Reverse transcription not required.
Now that you’ve refreshed your memory on how to code infectious agent antigen detection, make sure you understand the one little change in CPT® 2014 that affects seven of those codes — and could affect your bottom line.
Clarify Amplified Probe Codes
If you bill for infectious agent antigen detection by amplified probe technique, also called nucleic acid amplification test (NAAT), here’s something you need to know.
Problem: CPT® 2013 changed the description of several infectious agent antigen detection codes from “amplified probe technique” to “reverse transcription and amplified probe technique.” That left coders in a dilemma: You had no way to accurately report a test that used amplified probe technique but didn’t involve reverse transcription.
“While reverse transcription is a necessary component of a NAAT using polymerase chain reaction (PCR) for an RNA target, there are other NAATs that do not use PCR, thus the step is not always relevant,” explains Vickie Baselski, PhD, D(ABMM), F(AAM), professor of pathology and laboratory medicine at the University of Tennessee Health Science Center in Memphis.
CPT® 2014 changes the code definitions to state, “amplified probe technique, includes reverse transcription when performed.” That means the code includes reverse transcription, if performed, but the reverse transcription step isn’t necessary to use the codes.
Problem solved: “I believe that in order to simplify coding, and price all NAATs into the same reimbursement category since organism-specific data are used essentially identically in patient management, the AMA elected to revise the wording for amplified probes to be inclusive of the reverse transcription step if required,” Baselski says.
Here are the revised 2014 codes:
Capture Trich Test
CPT® 2014 has one new code in the microbiology section: 87661 (Infectious agent detection by nucleic acid (DNA or RNA); Trichomonas vaginalis, amplified probe technique).
Use this code for an amplified probe test to detect Trichomonas vaginalis, a protozoan parasite. This is an organism that may cause vaginitis or urogenital infection, according to Kimberly Walker, representing the American Society for Microbiology at the CMS annual Clinical Laboratory Fee Schedule (CLFS) public meeting.
Although CPT® provides other method-specific tests for Trichomonas vaginalis, such as 87808 (Infectious agent antigen detection by immunoassay with direct optical observation; Trichomonas vaginalis) and 87660 (Infectious agent detection by nucleic acid (DNA or RNA); Trichomonas vaginalis, direct probe technique), you shouldn’t use those codes for an amplified probe technique test for the organism.
“Coders may have reported this test with the general methodology code 87798 (Infectious agent detection by nucleic acid [DNA or RNA], not otherwise specified; amplified probe technique, each organism) prior to the addition of 87661,” says William Dettwyler, MT AMT, president of Codus Medicus, a laboratory coding consulting firm in Salem, Ore.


Print out all of the data below, keeping it identical to the original.

....................

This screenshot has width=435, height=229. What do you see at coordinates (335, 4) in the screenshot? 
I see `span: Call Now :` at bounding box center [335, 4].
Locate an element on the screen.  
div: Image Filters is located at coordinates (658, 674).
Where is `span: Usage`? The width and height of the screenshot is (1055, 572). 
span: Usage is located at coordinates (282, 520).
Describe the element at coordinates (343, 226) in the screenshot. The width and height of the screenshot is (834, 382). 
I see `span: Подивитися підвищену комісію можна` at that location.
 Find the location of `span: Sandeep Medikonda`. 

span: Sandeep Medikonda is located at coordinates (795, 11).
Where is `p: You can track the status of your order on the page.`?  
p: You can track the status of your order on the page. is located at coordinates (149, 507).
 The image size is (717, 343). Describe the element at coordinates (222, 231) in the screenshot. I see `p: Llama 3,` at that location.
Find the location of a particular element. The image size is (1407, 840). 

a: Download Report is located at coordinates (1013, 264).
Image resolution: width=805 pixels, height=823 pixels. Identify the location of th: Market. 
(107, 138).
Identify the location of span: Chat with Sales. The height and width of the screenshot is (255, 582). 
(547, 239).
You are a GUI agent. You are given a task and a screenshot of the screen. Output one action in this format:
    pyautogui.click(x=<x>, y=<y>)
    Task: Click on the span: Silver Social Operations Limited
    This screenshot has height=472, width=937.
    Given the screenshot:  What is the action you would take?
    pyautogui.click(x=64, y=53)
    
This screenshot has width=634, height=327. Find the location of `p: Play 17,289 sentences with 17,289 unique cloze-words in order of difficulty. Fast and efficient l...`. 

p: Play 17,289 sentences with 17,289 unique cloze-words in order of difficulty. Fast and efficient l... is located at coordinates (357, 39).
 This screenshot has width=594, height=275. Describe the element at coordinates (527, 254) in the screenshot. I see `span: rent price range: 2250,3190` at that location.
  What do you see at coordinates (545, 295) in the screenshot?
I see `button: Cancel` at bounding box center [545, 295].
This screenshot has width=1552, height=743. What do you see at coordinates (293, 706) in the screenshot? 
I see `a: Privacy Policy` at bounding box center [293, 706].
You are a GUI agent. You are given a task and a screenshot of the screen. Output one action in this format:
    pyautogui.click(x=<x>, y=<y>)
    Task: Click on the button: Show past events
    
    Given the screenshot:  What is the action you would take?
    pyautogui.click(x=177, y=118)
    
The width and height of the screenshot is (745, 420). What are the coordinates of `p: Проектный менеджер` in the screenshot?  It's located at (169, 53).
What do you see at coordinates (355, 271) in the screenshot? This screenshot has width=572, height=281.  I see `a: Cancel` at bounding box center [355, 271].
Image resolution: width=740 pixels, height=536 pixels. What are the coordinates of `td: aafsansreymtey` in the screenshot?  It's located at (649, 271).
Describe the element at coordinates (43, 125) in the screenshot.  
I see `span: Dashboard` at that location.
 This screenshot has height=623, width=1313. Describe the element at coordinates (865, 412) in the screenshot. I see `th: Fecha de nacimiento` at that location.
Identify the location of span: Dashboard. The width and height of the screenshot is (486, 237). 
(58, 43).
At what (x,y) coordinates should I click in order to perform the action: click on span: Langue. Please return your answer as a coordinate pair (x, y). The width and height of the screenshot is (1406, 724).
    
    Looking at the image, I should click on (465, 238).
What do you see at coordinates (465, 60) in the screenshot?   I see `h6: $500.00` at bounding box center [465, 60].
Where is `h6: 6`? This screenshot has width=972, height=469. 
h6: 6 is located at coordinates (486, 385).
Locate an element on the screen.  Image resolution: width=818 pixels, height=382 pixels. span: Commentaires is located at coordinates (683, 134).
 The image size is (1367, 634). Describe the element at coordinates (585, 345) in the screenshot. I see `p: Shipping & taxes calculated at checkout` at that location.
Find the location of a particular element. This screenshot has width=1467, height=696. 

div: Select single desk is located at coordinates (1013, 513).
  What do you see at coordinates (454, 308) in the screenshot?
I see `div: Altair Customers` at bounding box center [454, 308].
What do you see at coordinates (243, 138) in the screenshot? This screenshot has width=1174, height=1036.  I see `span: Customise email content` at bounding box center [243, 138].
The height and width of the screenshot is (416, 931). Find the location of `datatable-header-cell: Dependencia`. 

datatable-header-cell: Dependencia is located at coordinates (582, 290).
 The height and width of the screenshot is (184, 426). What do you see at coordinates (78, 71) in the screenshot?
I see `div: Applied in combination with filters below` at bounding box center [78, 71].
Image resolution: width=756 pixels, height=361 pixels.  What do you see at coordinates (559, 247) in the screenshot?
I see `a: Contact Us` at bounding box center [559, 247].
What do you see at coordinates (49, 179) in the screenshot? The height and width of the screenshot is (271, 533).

....................

§ **ANSWER SPACE**:
This screenshot has width=435, height=229. What do you see at coordinates (335, 4) in the screenshot? 
I see `span: Call Now :` at bounding box center [335, 4].
Locate an element on the screen.  
div: Image Filters is located at coordinates (658, 674).
Where is `span: Usage`? The width and height of the screenshot is (1055, 572). 
span: Usage is located at coordinates (282, 520).
Describe the element at coordinates (343, 226) in the screenshot. The width and height of the screenshot is (834, 382). 
I see `span: Подивитися підвищену комісію можна` at that location.
 Find the location of `span: Sandeep Medikonda`. 

span: Sandeep Medikonda is located at coordinates (795, 11).
Where is `p: You can track the status of your order on the page.`?  
p: You can track the status of your order on the page. is located at coordinates (149, 507).
 The image size is (717, 343). Describe the element at coordinates (222, 231) in the screenshot. I see `p: Llama 3,` at that location.
Find the location of a particular element. The image size is (1407, 840). 

a: Download Report is located at coordinates (1013, 264).
Image resolution: width=805 pixels, height=823 pixels. Identify the location of th: Market. 
(107, 138).
Identify the location of span: Chat with Sales. The height and width of the screenshot is (255, 582). 
(547, 239).
You are a GUI agent. You are given a task and a screenshot of the screen. Output one action in this format:
    pyautogui.click(x=<x>, y=<y>)
    Task: Click on the span: Silver Social Operations Limited
    This screenshot has height=472, width=937.
    Given the screenshot:  What is the action you would take?
    pyautogui.click(x=64, y=53)
    
This screenshot has width=634, height=327. Find the location of `p: Play 17,289 sentences with 17,289 unique cloze-words in order of difficulty. Fast and efficient l...`. 

p: Play 17,289 sentences with 17,289 unique cloze-words in order of difficulty. Fast and efficient l... is located at coordinates (357, 39).
 This screenshot has width=594, height=275. Describe the element at coordinates (527, 254) in the screenshot. I see `span: rent price range: 2250,3190` at that location.
  What do you see at coordinates (545, 295) in the screenshot?
I see `button: Cancel` at bounding box center [545, 295].
This screenshot has width=1552, height=743. What do you see at coordinates (293, 706) in the screenshot? 
I see `a: Privacy Policy` at bounding box center [293, 706].
You are a GUI agent. You are given a task and a screenshot of the screen. Output one action in this format:
    pyautogui.click(x=<x>, y=<y>)
    Task: Click on the button: Show past events
    
    Given the screenshot:  What is the action you would take?
    pyautogui.click(x=177, y=118)
    
The width and height of the screenshot is (745, 420). What are the coordinates of `p: Проектный менеджер` in the screenshot?  It's located at (169, 53).
What do you see at coordinates (355, 271) in the screenshot? This screenshot has width=572, height=281.  I see `a: Cancel` at bounding box center [355, 271].
Image resolution: width=740 pixels, height=536 pixels. What are the coordinates of `td: aafsansreymtey` in the screenshot?  It's located at (649, 271).
Describe the element at coordinates (43, 125) in the screenshot.  
I see `span: Dashboard` at that location.
 This screenshot has height=623, width=1313. Describe the element at coordinates (865, 412) in the screenshot. I see `th: Fecha de nacimiento` at that location.
Identify the location of span: Dashboard. The width and height of the screenshot is (486, 237). 
(58, 43).
At what (x,y) coordinates should I click in order to perform the action: click on span: Langue. Please return your answer as a coordinate pair (x, y). The width and height of the screenshot is (1406, 724).
    
    Looking at the image, I should click on (465, 238).
What do you see at coordinates (465, 60) in the screenshot?   I see `h6: $500.00` at bounding box center [465, 60].
Where is `h6: 6`? This screenshot has width=972, height=469. 
h6: 6 is located at coordinates (486, 385).
Locate an element on the screen.  Image resolution: width=818 pixels, height=382 pixels. span: Commentaires is located at coordinates (683, 134).
 The image size is (1367, 634). Describe the element at coordinates (585, 345) in the screenshot. I see `p: Shipping & taxes calculated at checkout` at that location.
Find the location of a particular element. This screenshot has width=1467, height=696. 

div: Select single desk is located at coordinates (1013, 513).
  What do you see at coordinates (454, 308) in the screenshot?
I see `div: Altair Customers` at bounding box center [454, 308].
What do you see at coordinates (243, 138) in the screenshot? This screenshot has width=1174, height=1036.  I see `span: Customise email content` at bounding box center [243, 138].
The height and width of the screenshot is (416, 931). Find the location of `datatable-header-cell: Dependencia`. 

datatable-header-cell: Dependencia is located at coordinates (582, 290).
 The height and width of the screenshot is (184, 426). What do you see at coordinates (78, 71) in the screenshot?
I see `div: Applied in combination with filters below` at bounding box center [78, 71].
Image resolution: width=756 pixels, height=361 pixels.  What do you see at coordinates (559, 247) in the screenshot?
I see `a: Contact Us` at bounding box center [559, 247].
What do you see at coordinates (49, 179) in the screenshot? The height and width of the screenshot is (271, 533).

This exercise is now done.